10 Years After

My return to college

5.10.2004

Ashes and Ghosts

I had seen a flyer up at the end of the Spring semester for a class on the Aztecs (Span 4956/5956: Aztec Culture and Western Literature). Bonus was that the class, while being a senior level Spanish class, was that it was to be in English. However, due to my economic situation I couldn't fit it in (it's a pre-summer class, too). In anycase, I emailed the professor and asked for a syllabus. Here's the highlights:
Course objectives:
1. To acquaint students with the richness and complexity of Aztec (Mexica) culture
2. To familiarize students with the culture and history of Mexico during and after the Conquest
3. To acquaint students with concepts from the Renaissance concerning discovery and exploration, including utopian ideas
4. To familiarize students with the cultural and literary legacy of the Aztecs resulting from their contact with the Spanish
5. To read and study works of literature from Mexico which concern the Aztec influence.

List of major topics covered.
1. An overview of Pre-Columbian America.
2. Special focus on the culture and history of the people known to us as the Aztecs.
3. The story of their conquest by the Spaniards
4. A brief overview of the colony of New Spain (now Mexico)
5. Presentation and discussion of the Aztec image in Europe during the Renaissance, the Baroque, and the Enlightenment and modern periods
6. An overview of Mexican history and culture since Independence from Spain
7. Reading of literature influenced by the Aztec image (works by Carlos Fuentes, Fuentes, D. H. Lawrence, Octavio Paz)

Readings:
A.Required, in bibliographic format (textbooks)*
1. Fagan, Brian. The Aztecs. W. H. Freeman, 1984.
2. Fuentes, Carlos. Where the Air is Clear. New York: Noonday, 1971.
3. Lawrence, D. H. The Plumed Serpent. Cambridge: Cambridge UP, 1988.
4. Paz, Octavio. The Labyrinth of Solitude: The Other Mexico, Return to the Labyrinth of Solitude, Mexico and the United States, the Philanthropic Ogre. New York: Grove, 1985.

B.Recommended, in bibliographic format with ETSU library call number if held.
1. Keen, Benjamin. The Aztec Image in Western Thought. Brunswick: Rutgers, 1991. 972.014 K25
*All readings will be in English.

Course Grade:
30 Participation
20 Midterm
30 Essays (3)
20 Final Exam


I've long had a fascination with the Aztecs. Also, more recently, I came across an interesting passage about the Aztecs while I was doing research on the Navajo:
South of the RioGrande, the American Indian languages enjoy far greater vitality than in the United States or Candada.The Aztec tongue is still spoken by nearly one million people in northern and central Mexico, and is quite alive in Mexican place-names. Characteristic of this language is the tl-group found in names like Tlaxcala and Nahuatl, the coyotl, chokolatl, and tomatl that give us "coyote", "chocolate", and "tomato". "Aztec" means "Crane People," "Toltec" "skilled workers" (this is an Aztec name; the Toltec's own name for themselves is Aculhuaque, or "Strong Me"). Montezuma is a Spanish shortening of Montecuzumai Thucamina ("When the Chief is Angry, He Shoots to Heaven"). South of the Aztecs and Toltecs are the Mayas of Guatemala and Yucatan, who dominated Central America during the first twelve hundered years of our era.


Your objective: Please reproduce the lines from the one containing "Identify the location of span: To begin,." through the end of the data below exactly as they stand, and omit all pictures.

:::

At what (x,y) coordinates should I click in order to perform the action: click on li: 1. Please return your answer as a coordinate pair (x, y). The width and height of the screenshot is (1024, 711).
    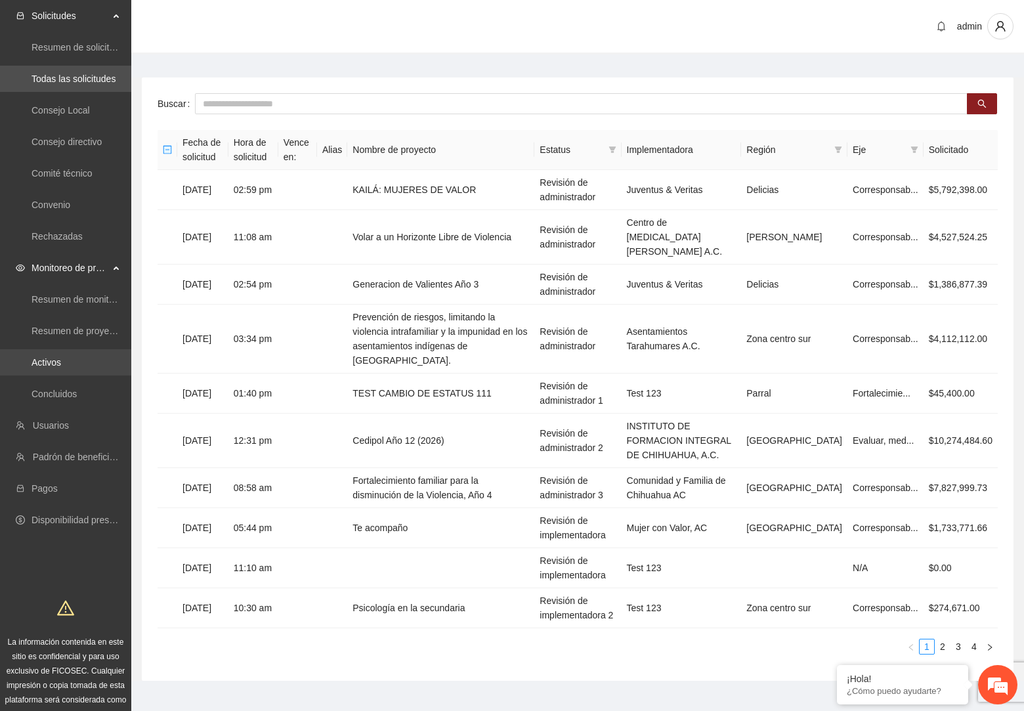
    Looking at the image, I should click on (927, 646).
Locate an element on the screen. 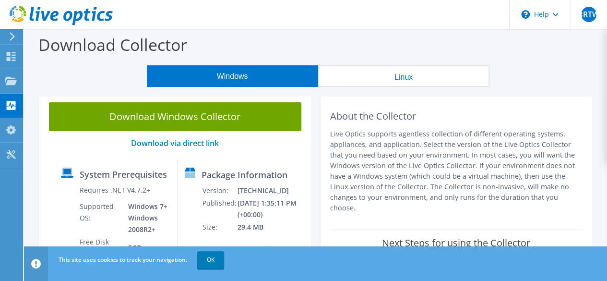 The image size is (607, 281). svg: \n is located at coordinates (525, 14).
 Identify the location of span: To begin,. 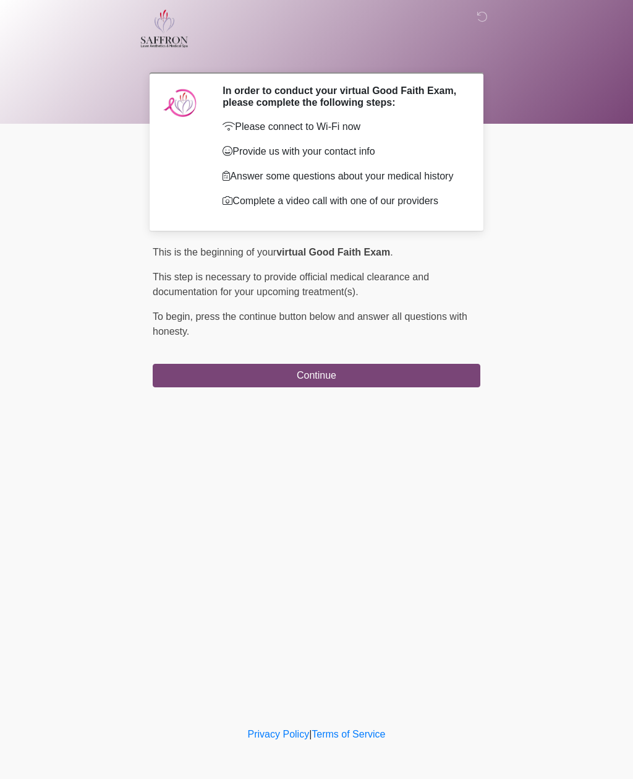
(174, 316).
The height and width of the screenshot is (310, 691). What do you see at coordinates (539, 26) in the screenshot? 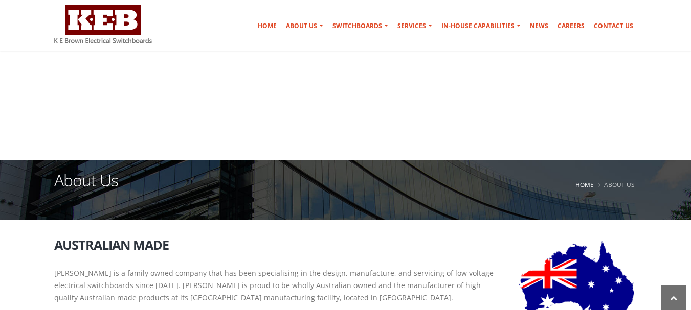
I see `a: News` at bounding box center [539, 26].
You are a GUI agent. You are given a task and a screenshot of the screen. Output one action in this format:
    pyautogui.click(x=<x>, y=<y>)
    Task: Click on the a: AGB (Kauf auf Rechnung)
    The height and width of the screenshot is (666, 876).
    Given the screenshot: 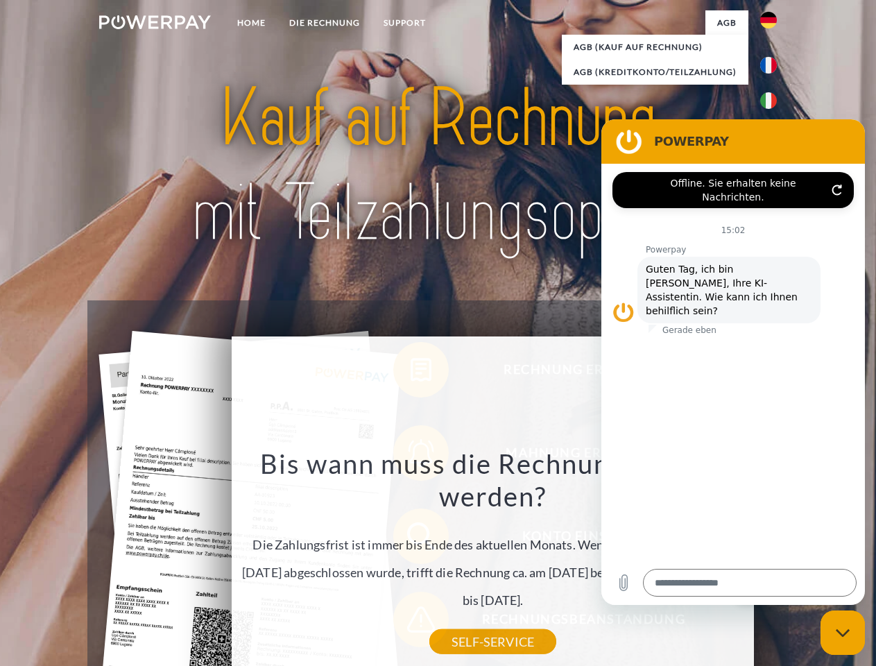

:::

Worked solution:
 Identify the location of span: To begin,. 
(174, 316).
The height and width of the screenshot is (310, 691). What do you see at coordinates (539, 26) in the screenshot? 
I see `a: News` at bounding box center [539, 26].
You are a GUI agent. You are given a task and a screenshot of the screen. Output one action in this format:
    pyautogui.click(x=<x>, y=<y>)
    Task: Click on the a: AGB (Kauf auf Rechnung)
    The height and width of the screenshot is (666, 876).
    Given the screenshot: 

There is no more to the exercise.